About this episode:
Dana Deighton, an esophageal cancer survivor, shares her diagnostic odyssey of false starts and life-threatening detours.
Deighton had always been healthy—she didn’t smoke, didn’t drink and exercised every day. Then came a joint pain that wouldn’t go away, visits to numerous doctors, a series of misdiagnoses, invasive tests, and growing symptoms. The correct diagnosis of stage 4 esophageal cancer “was not the diagnosis anyone wants.” But she refused to accept physicians’ recommendations for palliative care as a solution.
She describes her persistent advocacy to convince doctors to consider her as an individual different from expectations and generalizations. She asked the hard questions and had the hard discussions, resulting in an outcome better than expected.
She recommends physicians and patients do the homework, energetically collaborate and consider the individual patient in the quest for a solution. “Don’t be a passive patient.”
Dana Deighton works for the online patient community provider Inspire.com that helps connect patients with others experiencing the same disease, for a wide variety of diseases and over 4 million members. She also serves as an Executive Board Member of the Esophageal Cancer Action Network (ECAN), is a patient representative on the Locally Advanced Esophageal Cancer Guideline Panel for the American Society of Clinical Oncology (ASCO), a member of NCI Patient Advocate Steering Committee and NCI Esophago-Gastric Task Force and serves on the Esophageal and Stomach Cancer Project Patient Advisory Committee, a project led by the Broad Institute of MIT and Harvard. She lives outside of Alexandria with her husband and three teenagers.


Only one stretch of the material below is wanted: everything from the line containing "What do you see at coordinates (329, 170)" down to the line containing "Identify the location of div: 46.", both ends included. Repeat it exactly and skip the pictures.
****************************************
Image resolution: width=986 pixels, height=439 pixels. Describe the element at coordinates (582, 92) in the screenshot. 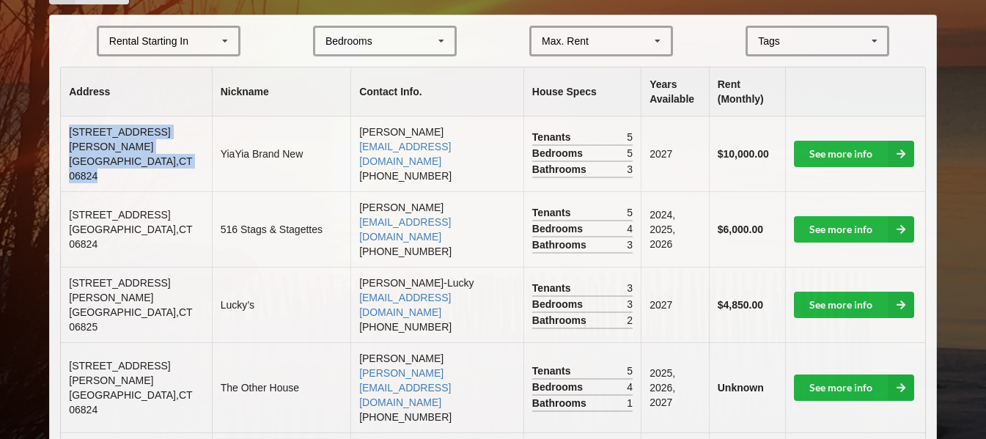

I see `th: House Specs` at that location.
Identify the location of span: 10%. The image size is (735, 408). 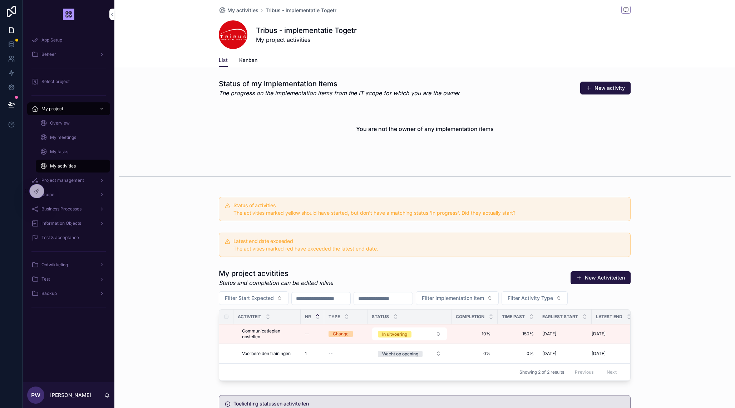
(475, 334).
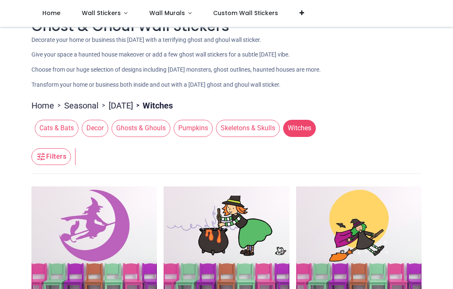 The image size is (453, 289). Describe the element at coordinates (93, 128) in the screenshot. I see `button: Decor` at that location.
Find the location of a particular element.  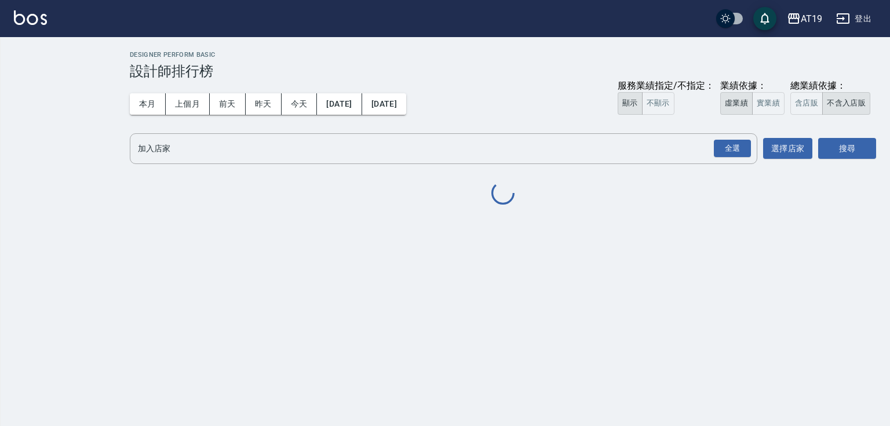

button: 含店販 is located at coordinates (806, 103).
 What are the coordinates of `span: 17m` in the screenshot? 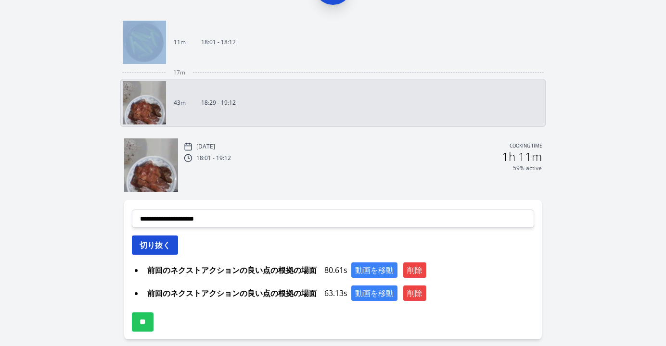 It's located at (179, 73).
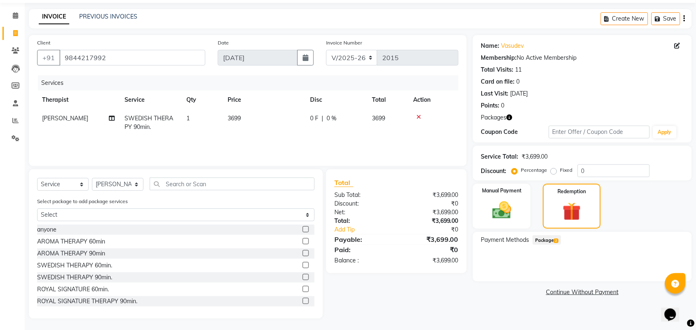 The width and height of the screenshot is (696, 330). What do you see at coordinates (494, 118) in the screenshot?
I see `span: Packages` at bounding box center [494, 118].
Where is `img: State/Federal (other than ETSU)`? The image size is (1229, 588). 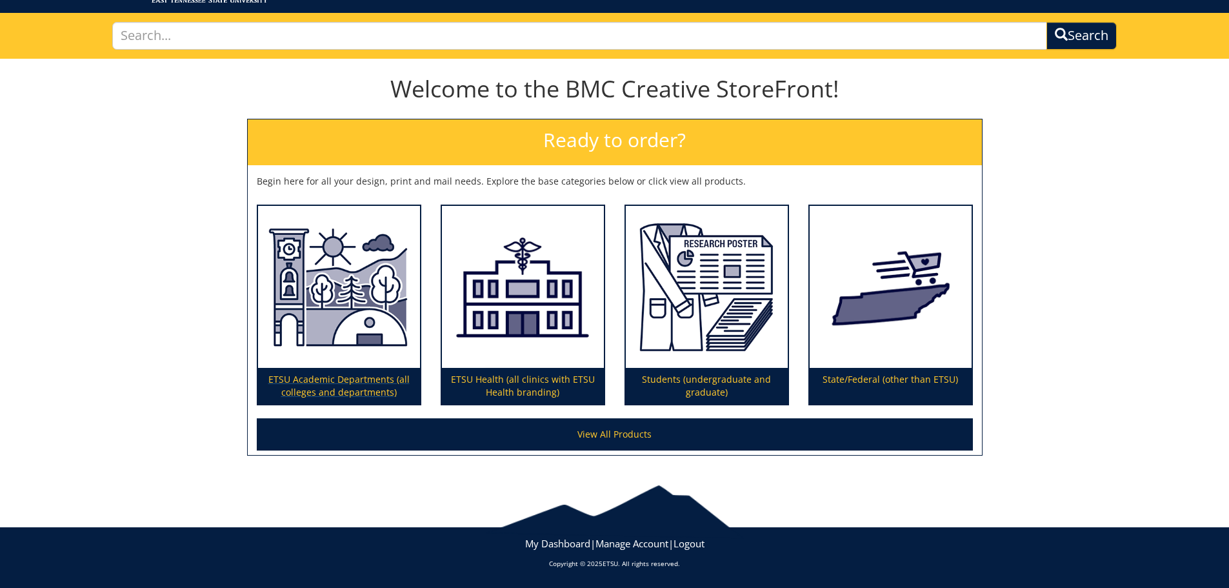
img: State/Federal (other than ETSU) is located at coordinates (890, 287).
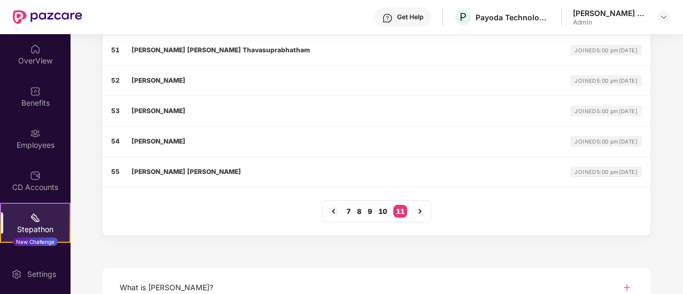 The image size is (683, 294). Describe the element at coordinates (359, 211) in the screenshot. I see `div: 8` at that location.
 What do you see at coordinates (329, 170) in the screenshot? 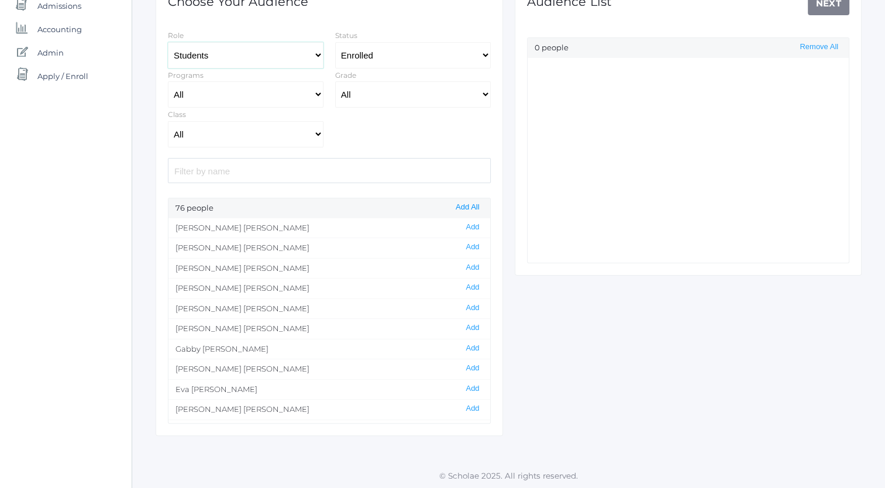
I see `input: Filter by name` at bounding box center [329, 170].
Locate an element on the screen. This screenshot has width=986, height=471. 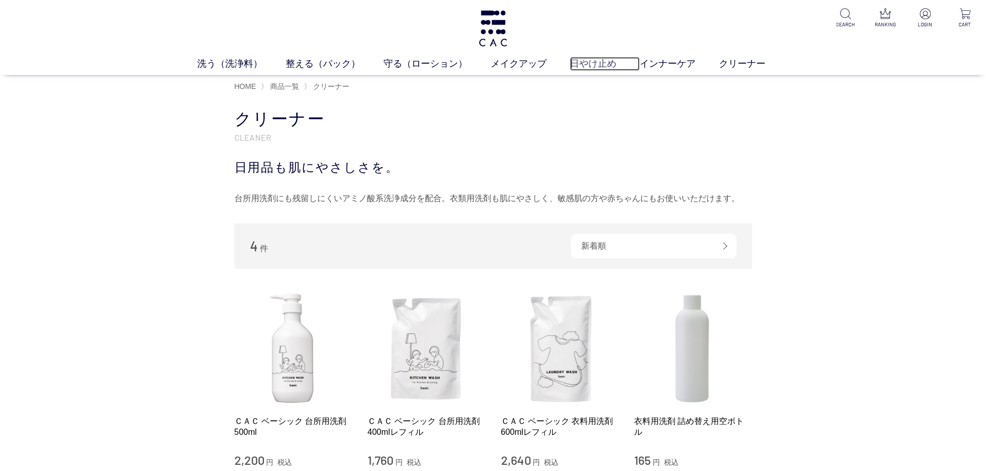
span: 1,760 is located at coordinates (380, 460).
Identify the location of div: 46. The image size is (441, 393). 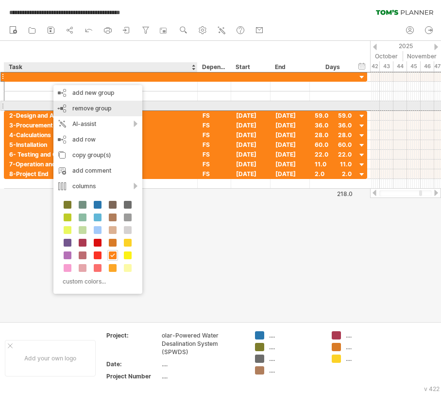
****************************************
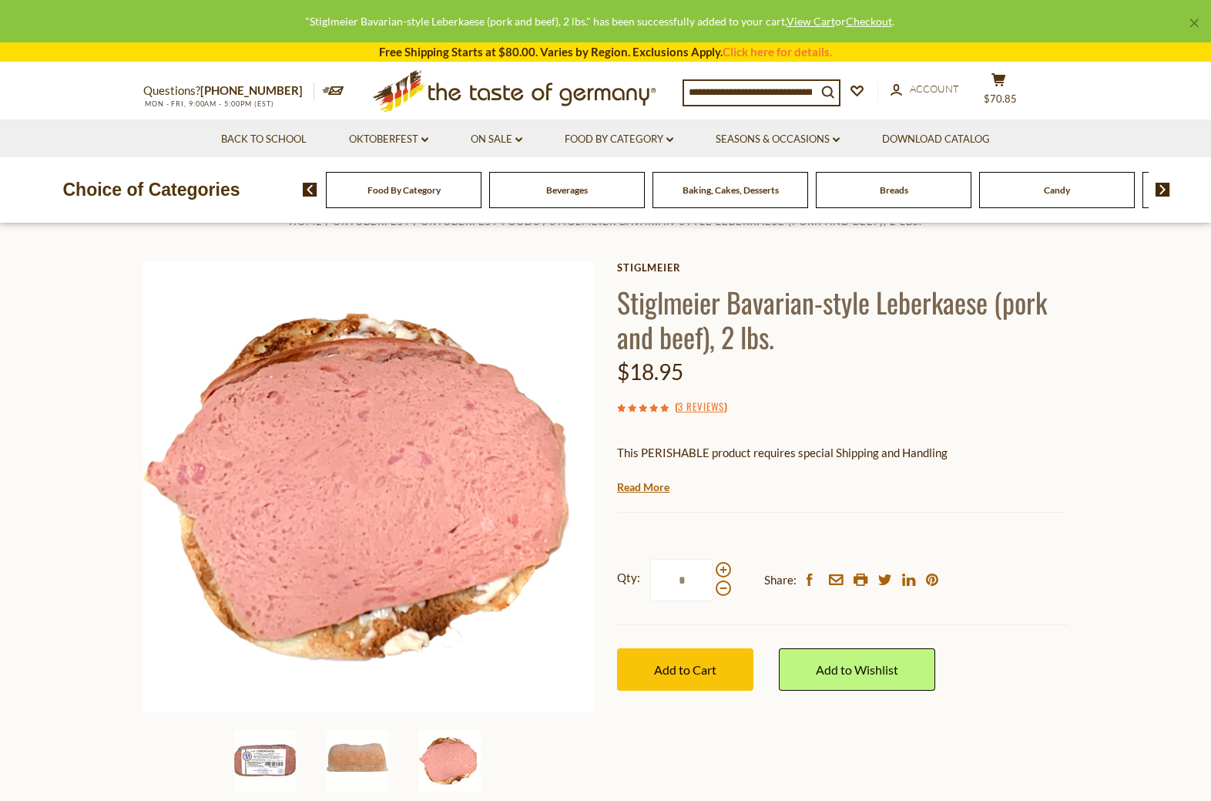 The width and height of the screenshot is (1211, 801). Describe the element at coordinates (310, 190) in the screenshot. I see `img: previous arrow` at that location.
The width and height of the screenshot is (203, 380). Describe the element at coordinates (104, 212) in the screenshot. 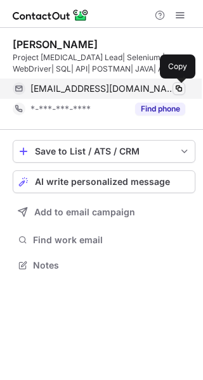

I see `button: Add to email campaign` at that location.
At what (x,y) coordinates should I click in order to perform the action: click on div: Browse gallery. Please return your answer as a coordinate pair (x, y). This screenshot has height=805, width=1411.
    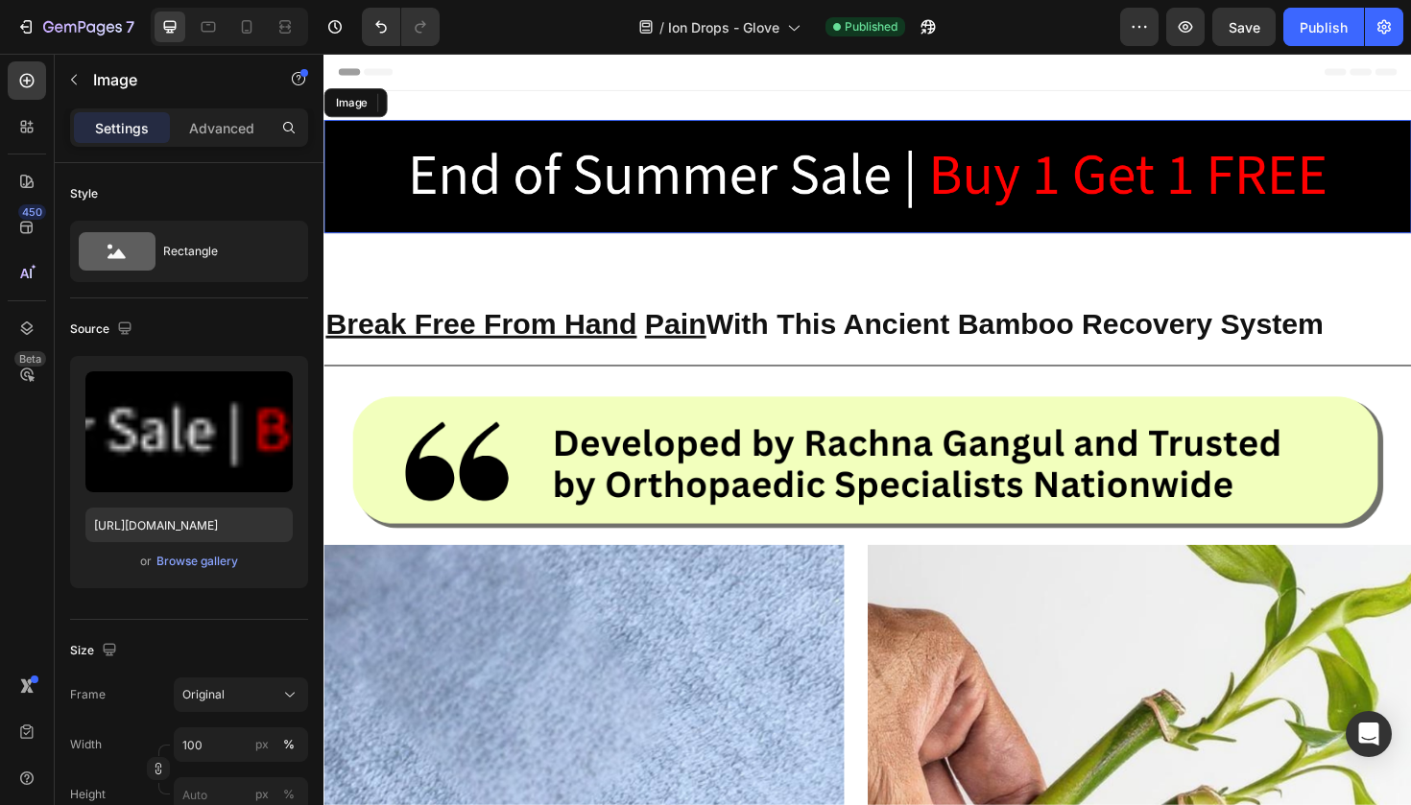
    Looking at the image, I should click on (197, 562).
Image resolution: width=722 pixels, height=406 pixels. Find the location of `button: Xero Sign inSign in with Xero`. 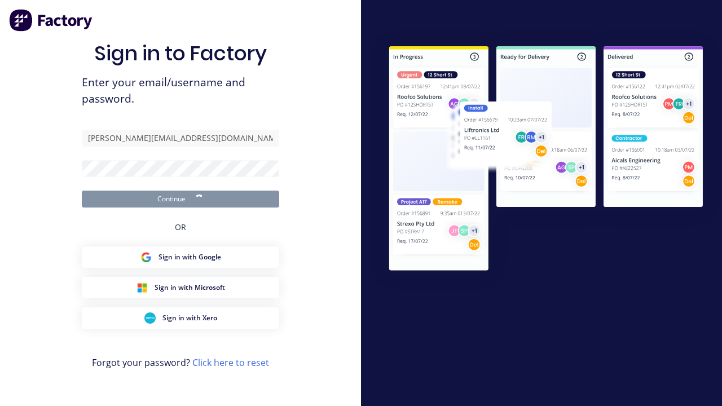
****************************************
#### Response area
 What do you see at coordinates (329, 170) in the screenshot? 
I see `input: Filter by name` at bounding box center [329, 170].
Locate an element on the screen. This screenshot has width=986, height=471. 
span: 1,760 is located at coordinates (380, 460).
Identify the location of div: 46. The image size is (441, 393). 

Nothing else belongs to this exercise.